People v. Barrera — California Supreme Court Affirms Death Sentence for Father Who Tortured and Killed Two Children

Case
People v. Barrera
Court
California Supreme Court
Date Decided
2026-06-01
Docket No.
S103358
Judge(s)
Justice Kruger (authored); Chief Justice Guerrero and Justices Corrigan, Groban, and Jenkins concurring; Justice Liu concurring; Justice Evans dissenting
Topics
Criminal Law, Death Penalty, Child Abuse, California Racial Justice Act
Source
Full opinion on CourtListener · PDF

Background

Marcos Esquivel Barrera maintained two families in the Pacoima neighborhood of Los Angeles: one with his wife Petra Ricardo and another with Petra’s younger sister, Maria Ricardo, whom Barrera had brought to the United States when she was 14 or 15 years old. Barrera exercised extreme control over both families, physically abusing family members regularly and dictating where they slept, ate, and worked.

The prosecution presented evidence that Barrera targeted two of Petra’s children—five-year-old Ernesto and two-year-old Guadalupe (Lupita)—for particularly severe abuse. On the day of Lupita’s death, Barrera subjected her to a cold shower as punishment for a bathroom accident, struck her repeatedly, and threw her into a wall with enough force to cause fatal head injuries. Ernesto was found dead several months later, having suffered extensive injuries consistent with prolonged abuse, including burns, lacerations, and blunt-force trauma.

A jury convicted Barrera of the first degree murders of both children, found true special circumstances of torture murder and multiple murders (Penal Code §§ 187, 190.2, subd. (a)(3), (18)), and returned a verdict of death.

The Court’s Holding

The California Supreme Court affirmed the judgment in its entirety. Justice Kruger’s opinion for the majority addressed challenges spanning the guilt phase, penalty phase, and claims under the California Racial Justice Act of 2020 (Penal Code § 745; the “RJA”). The court rejected all of Barrera’s contentions.

On the guilt phase, the court found sufficient evidence to support both the first degree murder convictions and the torture-murder special circumstance. The court noted that the pattern of escalating, targeted abuse of the two children—set against the backdrop of Barrera’s otherwise differentiated treatment of his family members—supported the jury’s finding that Barrera acted with the specific intent to inflict extreme pain and suffering.

On the penalty phase, the court examined various claims of prosecutorial misconduct and evidentiary error, finding them either meritless or harmless. The court also addressed Barrera’s claims under the RJA, including arguments that the prosecutor’s closing statements at both the guilt and penalty phases violated the Act. The court concluded these found or assumed errors were harmless in isolation and cumulatively. Notably, the companion case People v. Bankston, filed on the same day, addresses the meaning and constitutionality of certain RJA provisions not resolved here.

Key Takeaways

  • The torture-murder special circumstance (Penal Code § 190.2, subd. (a)(18)) can be established through evidence of a sustained pattern of escalating physical abuse, particularly where the defendant singled out specific victims for differential mistreatment.
  • The court’s treatment of the California Racial Justice Act in this case signals that RJA claims based on prosecutorial language will be evaluated in the full context of the trial, and that not every instance of potentially problematic language will warrant reversal if the overall proceedings were fair.
  • Justice Evans’s dissent underscores continuing disagreement on the court about the death penalty’s application, even in cases involving extreme child abuse and multiple murders.

Why It Matters

This decision is one of four capital cases resolved by the California Supreme Court on June 1, 2026, and it should be read alongside the companion People v. Bankston decision, which addresses RJA provisions that Barrera expressly reserves. Together, the two opinions begin to flesh out the boundaries of the Racial Justice Act in the death penalty context—an area of enormous significance as the court works through a backlog of capital appeals that predate the RJA’s 2020 enactment.

For prosecutors and defense attorneys handling cases involving child abuse homicide, the opinion reaffirms that evidence of sustained patterns of targeted cruelty can satisfy the intent requirements for torture murder, even absent a single catastrophic act that unambiguously demonstrates the defendant’s purpose to inflict extreme suffering.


**INSTRUCTIONS TO FOLLOW:** When a line in the listing below contains the word "Relative", return a copy of that line.

**RECORD EXCERPTS:**
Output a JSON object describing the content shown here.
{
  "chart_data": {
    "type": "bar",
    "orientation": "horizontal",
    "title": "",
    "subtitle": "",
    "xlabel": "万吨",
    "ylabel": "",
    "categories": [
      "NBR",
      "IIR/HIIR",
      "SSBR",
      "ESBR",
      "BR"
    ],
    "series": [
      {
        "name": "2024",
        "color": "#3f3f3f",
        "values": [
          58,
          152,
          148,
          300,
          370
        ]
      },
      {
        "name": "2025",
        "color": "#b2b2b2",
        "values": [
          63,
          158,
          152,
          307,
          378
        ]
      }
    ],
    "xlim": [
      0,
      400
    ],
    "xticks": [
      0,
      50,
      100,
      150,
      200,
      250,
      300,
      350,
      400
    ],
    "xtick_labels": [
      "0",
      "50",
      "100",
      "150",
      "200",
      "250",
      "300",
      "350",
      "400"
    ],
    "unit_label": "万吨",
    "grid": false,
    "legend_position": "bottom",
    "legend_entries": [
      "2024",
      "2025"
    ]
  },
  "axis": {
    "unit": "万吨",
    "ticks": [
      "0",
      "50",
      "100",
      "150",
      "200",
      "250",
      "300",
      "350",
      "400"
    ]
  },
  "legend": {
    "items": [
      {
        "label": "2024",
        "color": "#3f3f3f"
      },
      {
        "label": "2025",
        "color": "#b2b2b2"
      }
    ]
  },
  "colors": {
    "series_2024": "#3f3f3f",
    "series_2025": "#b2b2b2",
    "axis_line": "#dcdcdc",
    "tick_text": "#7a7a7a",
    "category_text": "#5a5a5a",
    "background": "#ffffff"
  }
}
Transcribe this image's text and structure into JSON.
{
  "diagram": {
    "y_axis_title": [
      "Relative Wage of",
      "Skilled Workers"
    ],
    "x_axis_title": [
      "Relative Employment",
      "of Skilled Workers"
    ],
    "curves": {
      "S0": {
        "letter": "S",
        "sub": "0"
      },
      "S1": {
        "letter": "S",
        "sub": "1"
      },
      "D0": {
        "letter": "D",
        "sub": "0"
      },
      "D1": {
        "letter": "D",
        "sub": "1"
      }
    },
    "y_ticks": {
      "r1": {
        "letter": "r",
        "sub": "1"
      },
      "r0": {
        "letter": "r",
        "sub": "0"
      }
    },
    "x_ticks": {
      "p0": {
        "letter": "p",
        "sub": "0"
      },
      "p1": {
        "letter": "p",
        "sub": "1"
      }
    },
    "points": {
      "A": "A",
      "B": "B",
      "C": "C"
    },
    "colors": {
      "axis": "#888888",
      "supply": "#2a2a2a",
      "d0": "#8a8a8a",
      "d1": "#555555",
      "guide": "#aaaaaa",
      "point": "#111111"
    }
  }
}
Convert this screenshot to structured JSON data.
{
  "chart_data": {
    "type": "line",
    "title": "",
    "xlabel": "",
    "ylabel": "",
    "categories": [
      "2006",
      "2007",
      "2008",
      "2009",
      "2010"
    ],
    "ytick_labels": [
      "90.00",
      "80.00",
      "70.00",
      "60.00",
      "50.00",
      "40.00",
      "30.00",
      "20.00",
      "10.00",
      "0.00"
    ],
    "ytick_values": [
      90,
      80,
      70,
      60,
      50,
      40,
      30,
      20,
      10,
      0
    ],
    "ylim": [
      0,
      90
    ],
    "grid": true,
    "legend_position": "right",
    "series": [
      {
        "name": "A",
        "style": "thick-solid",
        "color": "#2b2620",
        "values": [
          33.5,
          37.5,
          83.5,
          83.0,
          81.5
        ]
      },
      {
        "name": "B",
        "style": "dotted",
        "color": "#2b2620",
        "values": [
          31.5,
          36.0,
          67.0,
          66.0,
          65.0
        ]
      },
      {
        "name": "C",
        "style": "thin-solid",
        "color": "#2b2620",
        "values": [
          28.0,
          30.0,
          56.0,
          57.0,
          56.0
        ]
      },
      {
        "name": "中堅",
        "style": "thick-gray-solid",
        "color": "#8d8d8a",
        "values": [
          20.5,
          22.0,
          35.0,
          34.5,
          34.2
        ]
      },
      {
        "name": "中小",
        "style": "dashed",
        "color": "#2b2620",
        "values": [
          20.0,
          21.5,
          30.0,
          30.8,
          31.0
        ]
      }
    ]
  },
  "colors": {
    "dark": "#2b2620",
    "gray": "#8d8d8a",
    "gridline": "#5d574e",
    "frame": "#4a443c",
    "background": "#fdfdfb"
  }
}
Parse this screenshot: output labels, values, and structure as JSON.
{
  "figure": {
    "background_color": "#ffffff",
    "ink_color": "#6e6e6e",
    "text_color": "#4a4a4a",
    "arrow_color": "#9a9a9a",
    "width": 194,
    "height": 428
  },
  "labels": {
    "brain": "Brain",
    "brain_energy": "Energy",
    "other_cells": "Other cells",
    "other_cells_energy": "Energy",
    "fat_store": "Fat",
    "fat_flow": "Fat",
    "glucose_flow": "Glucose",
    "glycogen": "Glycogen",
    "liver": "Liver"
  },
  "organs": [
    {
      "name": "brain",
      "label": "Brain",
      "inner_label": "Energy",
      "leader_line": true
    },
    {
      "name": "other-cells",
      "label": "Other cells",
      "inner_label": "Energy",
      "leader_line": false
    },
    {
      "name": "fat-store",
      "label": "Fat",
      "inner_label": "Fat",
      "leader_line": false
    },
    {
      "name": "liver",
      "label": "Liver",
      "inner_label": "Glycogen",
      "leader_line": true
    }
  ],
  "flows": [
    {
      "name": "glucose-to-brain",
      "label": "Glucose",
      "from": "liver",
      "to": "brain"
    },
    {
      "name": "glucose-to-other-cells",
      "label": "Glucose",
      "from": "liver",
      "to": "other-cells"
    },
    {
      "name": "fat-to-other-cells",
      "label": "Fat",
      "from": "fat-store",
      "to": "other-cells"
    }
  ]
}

**OUTPUT FOR THIS EXERCISE:**
      "Relative Wage of",
      "Relative Employment",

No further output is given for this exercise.